First non-trivial change for a while... because this involves reading from the OS, we should cache as much as we can in memory. So, group membership checking is done immediately after reading a group name, as the group structure has already been populated.
Curiously enough, this turned out to be helpful today... Git can't
traverse symlinks, so I had to use hard links instead, and then I had to
work out which files had more than one link at a glance. If I hadn't
already had most of exa written, I'd be stuck using find!
This requires the dir field to store a reference to the path that
created it, so that path can be used to join onto the filename so it can
be properly statted.
There doesn't seem to be an io::FileType entry for character special
devices or sockets, so these fall under the io::UnknownType entry. Which
also gets highlighted in yellow, for precisely that reason.
Dir::readdir and File::from path now both return IoResults, rather than just calling fail! and exiting.

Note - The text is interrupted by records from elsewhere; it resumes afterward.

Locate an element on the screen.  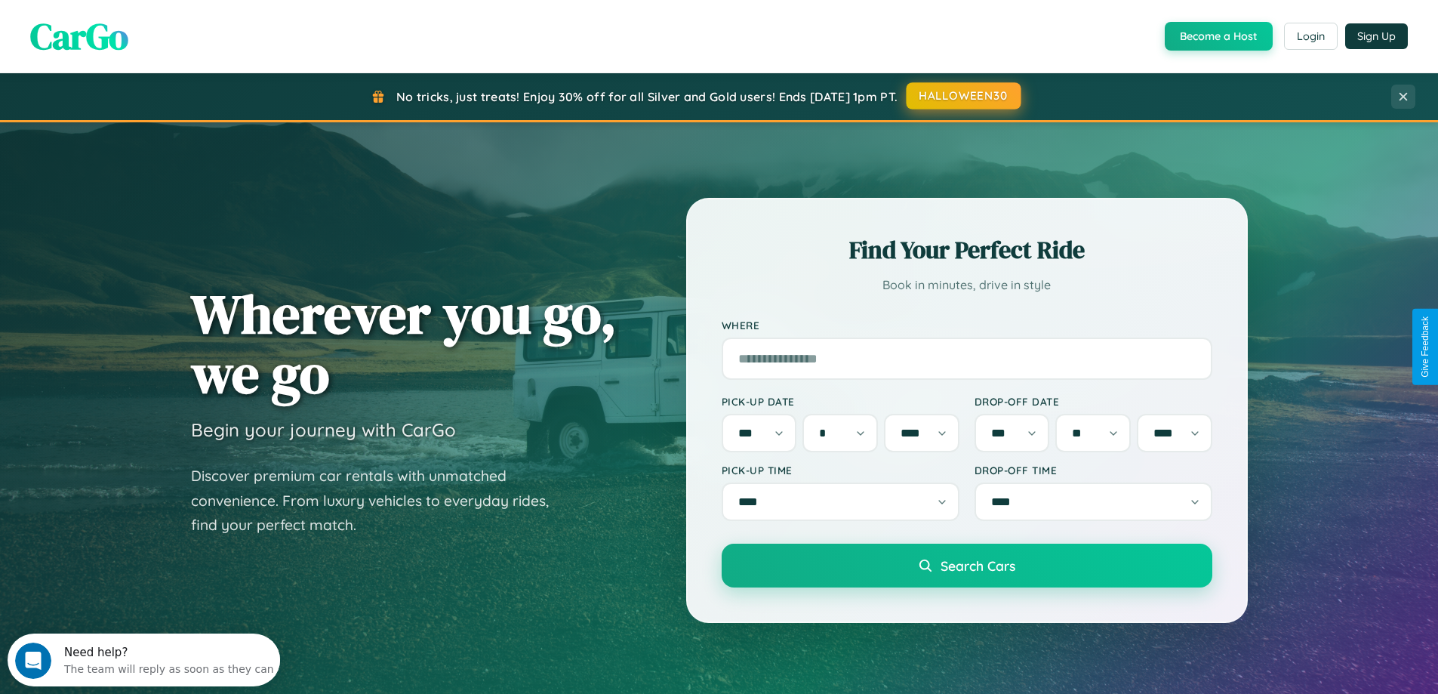
label: Pick-up Time is located at coordinates (840, 470).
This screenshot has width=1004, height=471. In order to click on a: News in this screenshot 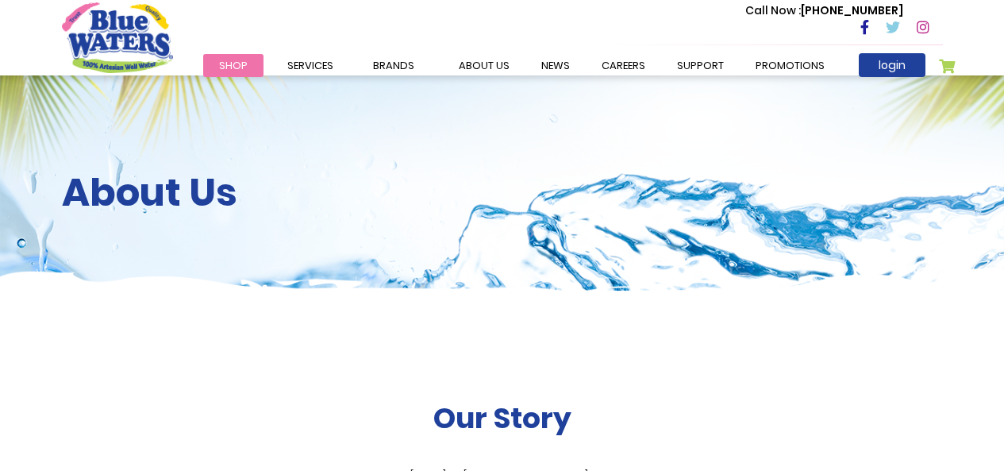, I will do `click(556, 65)`.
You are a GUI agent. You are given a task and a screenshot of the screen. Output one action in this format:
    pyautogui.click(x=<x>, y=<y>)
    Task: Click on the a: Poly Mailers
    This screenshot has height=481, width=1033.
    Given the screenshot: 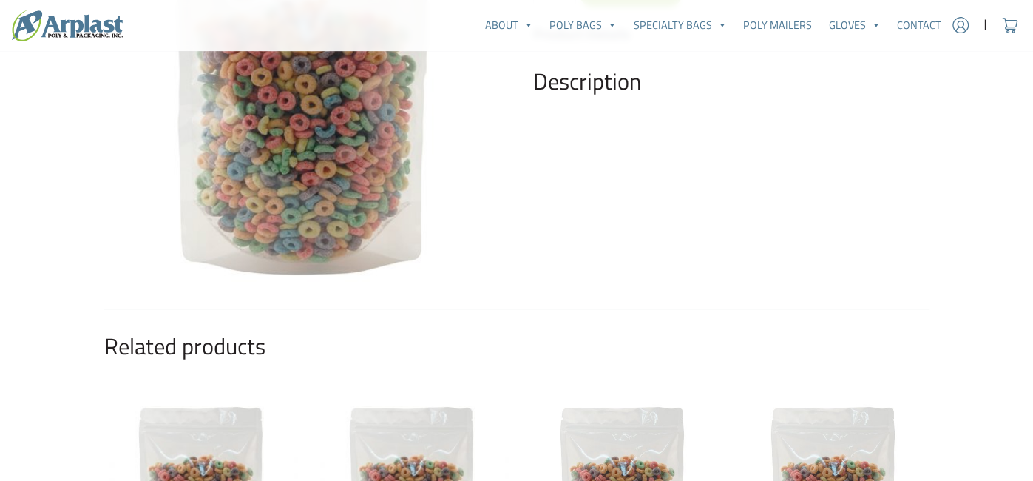 What is the action you would take?
    pyautogui.click(x=777, y=25)
    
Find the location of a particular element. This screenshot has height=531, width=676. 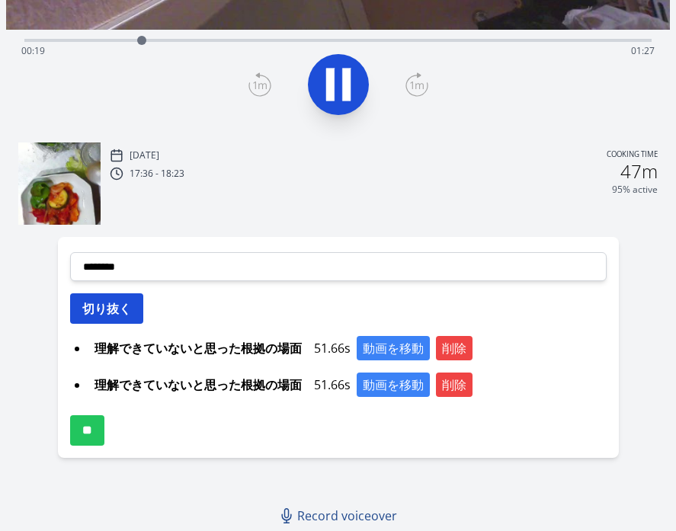

span: Record voiceover is located at coordinates (347, 516).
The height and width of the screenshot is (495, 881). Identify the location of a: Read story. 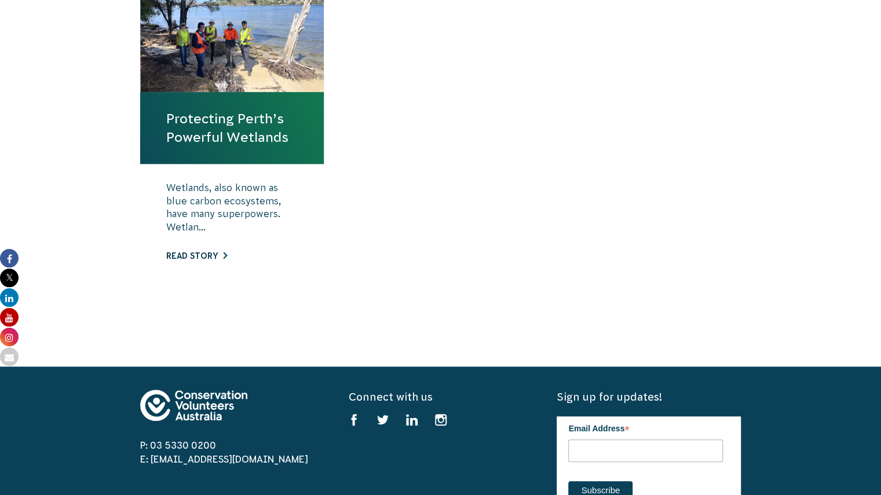
(196, 256).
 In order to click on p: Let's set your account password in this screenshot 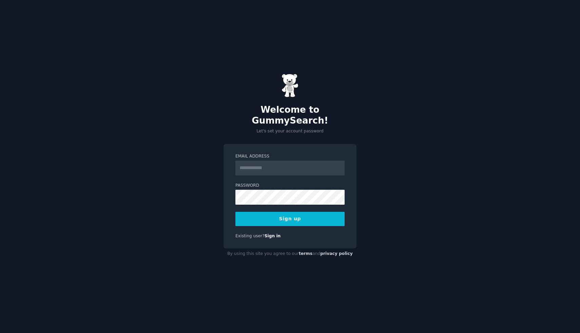, I will do `click(290, 131)`.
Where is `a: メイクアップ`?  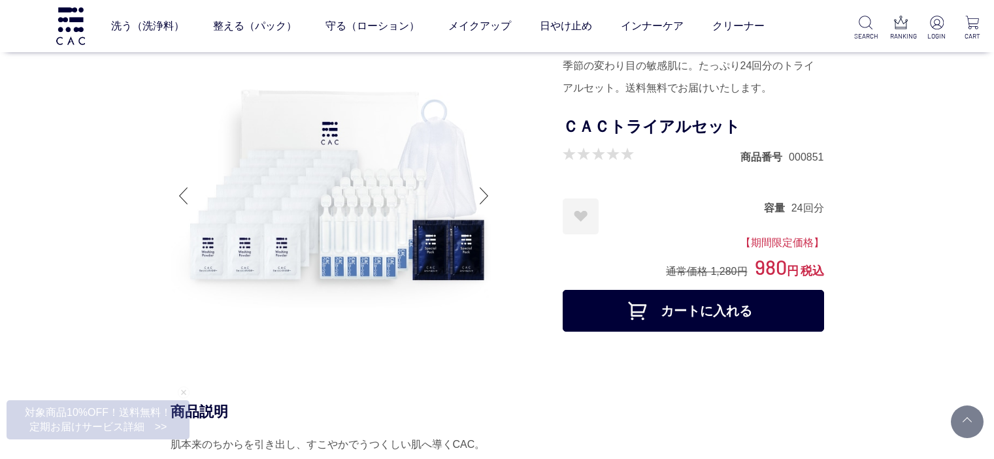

This allows the program to continue after an error.
I'd much rather have this separate, as it has the definite potential to
balloon up to a huge size and end up making the other parts of the file
module hard to read. But on the other hand, it meant making a few more
methods public on file... readability over cleanliness, I guess.
This new object is then passed down to the File, so it can see what files are around it. This means it doesn't need to re-query the filesystem several times per file, instead using the in-memory copy.
Also, switch to using the built-in Path#with_extension method.
And an extra level of compiled files that don't get highlighted when their source files aren't present. I don't really like having two functions that do (almost) the same thing, but I have to due to the way colouring is done.
Compiled files with a source present (such as code.o when code.c is present) are now classified as temporary files. If the source isn't present, they're highlighted in a kind of drab colour (using the new 255-colour ability, yay!)
The code does do exists() checks on the filesystem when it could be possible to compare the files to the list of files we got from the call to readdir(), but it doesn't.